The 1985 Genesis album Phil Collins called their peak: “It opened up a whole new world”

The story of Genesis has always been a touchy subject for certain stripes of prog fans. On the one hand, they have gifted the world some of the most complicated music ever made for the rock genre, and on the other hand, they have recorded some of the poppiest material that ever fell under the prog banner.

While Phil Collins is one of the only people who went through almost every iteration of the group’s success, he still felt that their peak as a group came with the album Invisible Touch.

If you were to have told a progressive rock fan that the same band that made albums like Trespass would go on to make songs like ‘Invisible Touch’, their brains might have dripped out of their ears. Collins may not have been in the band in their early days, though, but that doesn’t mean that he wasn’t able to make progressive music.

Although Collins would later become synonymous with chart success, his roots were firmly planted in technical musicianship. His early contributions helped shape some of the most ambitious material Genesis ever recorded.

Once he arrived in the band on Nursery Cryme, Peter Gabriel still ruled the band’s sense of direction, wearing lavish costumes every time he took to the stage. Despite not being able to take your eyes off Gabriel, Collins was still a technician behind the drumkit, playing the kind of massive drum rolls that felt more indebted to jazz fusion at times rather than typical rock and roll.

“We were just writing how we felt at the time. We weren’t trying to be commercial. That’s just the way it turned out on that record…”

Phil Collins

Even when Gabriel left the fold, it wasn’t like they turned into pop hitmakers overnight. Since one of their first massive hits, ‘Follow You Follow Me’, was just based around a half-baked riff Mike Rutherford had, it almost feels like a mistake that they became pop songwriters, almost as if they were screwing around and made a classic song.

For the next few years, things would get more mainstream on every album, to the point where half of Invisible Touch landed on the radio. Fans were probably right to be pissed that the now-trio had succumbed to making power-pop over time, but Collins couldn’t see that much of a difference between that album and the more intricate records they made.

When talking about the songs later, Collins thought that the mainstream success was just the result of them becoming more accomplished, saying, “We were just writing how we felt at the time. We weren’t trying to be commercial. That’s just the way it turned out on that record… Each one of those songs, ‘Invisible Touch’, ‘Land of Confusion’, ‘Tonight Tonight Tonight’, they were all top five singles in the States. I think that the 1985-86 tour, that was our first stadium tour. It opened up a whole new [world]. That was probably our peak.”

While everyone likes to complain about the record’s cheesiness, it’s not like the band forgot how to make complex songs. As mainstream as ‘Tonight Tonight Tonight’, you can’t say that these guys made a song that is almost nine minutes in length and honestly expected it to be on the hit parade.

Songs like ‘Tonight, Tonight, Tonight’ demonstrated that Genesis hadn’t entirely abandoned their progressive instincts. Beneath the polished production remained a willingness to experiment with structure, atmosphere and scale.

At the same time, that balance of hookiness and progressive rock is probably what got Collins the gig as a soundtrack aficionado, whether that was contributing songs like ‘Against All Odds’ to movies or working on the entirety of the Tarzan soundtrack. Genesis might have wandered far outside their prog roots, but if the worst thing about your “sell-out” album is a handful of farty synthesisers, you’re still doing a damn fine job.  

Whether fans prefer the theatrical grandeur of the Peter Gabriel era or the polished confidence of Invisible Touch, Genesis’ legacy rests on their refusal to stand still. For Collins, the band’s greatest achievement wasn’t abandoning progressive rock or embracing pop—it was finding a way to successfully inhabit both worlds at once.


An exact copy of all the data, minus the images, is required.

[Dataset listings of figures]

== == ==

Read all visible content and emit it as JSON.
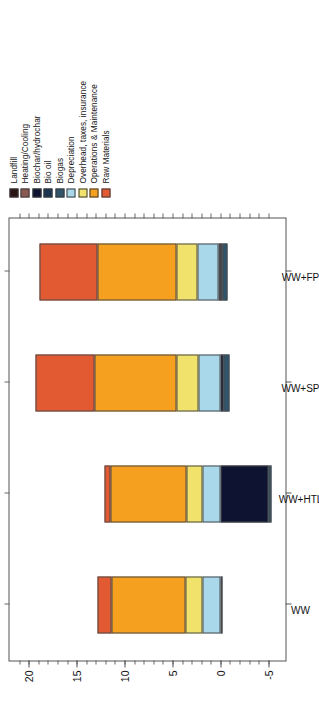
{
  "chart_data": {
    "type": "bar",
    "subtype": "stacked-bar",
    "title": "",
    "xlabel": "",
    "ylabel": "Operating Costs ($MM)",
    "ylim": [
      -7,
      22
    ],
    "yticks": [
      -5,
      0,
      5,
      10,
      15,
      20
    ],
    "ytick_labels": [
      "-5",
      "0",
      "5",
      "10",
      "15",
      "20"
    ],
    "grid": false,
    "legend_position": "top-right",
    "orientation": "vertical-bars-rotated-90ccw",
    "categories": [
      "WW",
      "WW+HTL",
      "WW+SP",
      "WW+FP"
    ],
    "series": [
      {
        "name": "Landfill",
        "color": "#2a1412",
        "values": [
          0.0,
          0.0,
          0.0,
          0.15
        ]
      },
      {
        "name": "Heating/Cooling",
        "color": "#8a5a52",
        "values": [
          0.0,
          0.0,
          0.0,
          0.0
        ]
      },
      {
        "name": "Biochar/hydrochar",
        "color": "#0d1330",
        "values": [
          0.0,
          -5.0,
          -0.35,
          -0.25
        ]
      },
      {
        "name": "Bio oil",
        "color": "#1b3550",
        "values": [
          0.0,
          0.0,
          0.0,
          0.0
        ]
      },
      {
        "name": "Biogas",
        "color": "#2f556b",
        "values": [
          -0.15,
          -0.3,
          -0.55,
          -0.5
        ]
      },
      {
        "name": "Depreciation",
        "color": "#a8d8ea",
        "values": [
          1.9,
          1.9,
          2.3,
          2.2
        ]
      },
      {
        "name": "Overhead, taxes, insurance",
        "color": "#f0e26a",
        "values": [
          1.7,
          1.6,
          2.3,
          2.2
        ]
      },
      {
        "name": "Operations & Maintenance",
        "color": "#f5a01e",
        "values": [
          7.8,
          8.0,
          8.5,
          8.3
        ]
      },
      {
        "name": "Raw Materials",
        "color": "#e25a32",
        "values": [
          1.4,
          0.6,
          6.2,
          6.0
        ]
      }
    ],
    "totals": [
      12.8,
      12.1,
      19.5,
      18.9
    ]
  },
  "legend": {
    "items": [
      {
        "label": "Landfill"
      },
      {
        "label": "Heating/Cooling"
      },
      {
        "label": "Biochar/hydrochar"
      },
      {
        "label": "Bio oil"
      },
      {
        "label": "Biogas"
      },
      {
        "label": "Depreciation"
      },
      {
        "label": "Overhead, taxes, insurance"
      },
      {
        "label": "Operations & Maintenance"
      },
      {
        "label": "Raw Materials"
      }
    ]
  }
}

== == ==

Written solution:
Read all visible content and emit it as JSON.
{
  "chart_data": {
    "type": "bar",
    "subtype": "stacked-bar",
    "title": "",
    "xlabel": "",
    "ylabel": "Operating Costs ($MM)",
    "ylim": [
      -7,
      22
    ],
    "yticks": [
      -5,
      0,
      5,
      10,
      15,
      20
    ],
    "ytick_labels": [
      "-5",
      "0",
      "5",
      "10",
      "15",
      "20"
    ],
    "grid": false,
    "legend_position": "top-right",
    "orientation": "vertical-bars-rotated-90ccw",
    "categories": [
      "WW",
      "WW+HTL",
      "WW+SP",
      "WW+FP"
    ],
    "series": [
      {
        "name": "Landfill",
        "color": "#2a1412",
        "values": [
          0.0,
          0.0,
          0.0,
          0.15
        ]
      },
      {
        "name": "Heating/Cooling",
        "color": "#8a5a52",
        "values": [
          0.0,
          0.0,
          0.0,
          0.0
        ]
      },
      {
        "name": "Biochar/hydrochar",
        "color": "#0d1330",
        "values": [
          0.0,
          -5.0,
          -0.35,
          -0.25
        ]
      },
      {
        "name": "Bio oil",
        "color": "#1b3550",
        "values": [
          0.0,
          0.0,
          0.0,
          0.0
        ]
      },
      {
        "name": "Biogas",
        "color": "#2f556b",
        "values": [
          -0.15,
          -0.3,
          -0.55,
          -0.5
        ]
      },
      {
        "name": "Depreciation",
        "color": "#a8d8ea",
        "values": [
          1.9,
          1.9,
          2.3,
          2.2
        ]
      },
      {
        "name": "Overhead, taxes, insurance",
        "color": "#f0e26a",
        "values": [
          1.7,
          1.6,
          2.3,
          2.2
        ]
      },
      {
        "name": "Operations & Maintenance",
        "color": "#f5a01e",
        "values": [
          7.8,
          8.0,
          8.5,
          8.3
        ]
      },
      {
        "name": "Raw Materials",
        "color": "#e25a32",
        "values": [
          1.4,
          0.6,
          6.2,
          6.0
        ]
      }
    ],
    "totals": [
      12.8,
      12.1,
      19.5,
      18.9
    ]
  },
  "legend": {
    "items": [
      {
        "label": "Landfill"
      },
      {
        "label": "Heating/Cooling"
      },
      {
        "label": "Biochar/hydrochar"
      },
      {
        "label": "Bio oil"
      },
      {
        "label": "Biogas"
      },
      {
        "label": "Depreciation"
      },
      {
        "label": "Overhead, taxes, insurance"
      },
      {
        "label": "Operations & Maintenance"
      },
      {
        "label": "Raw Materials"
      }
    ]
  }
}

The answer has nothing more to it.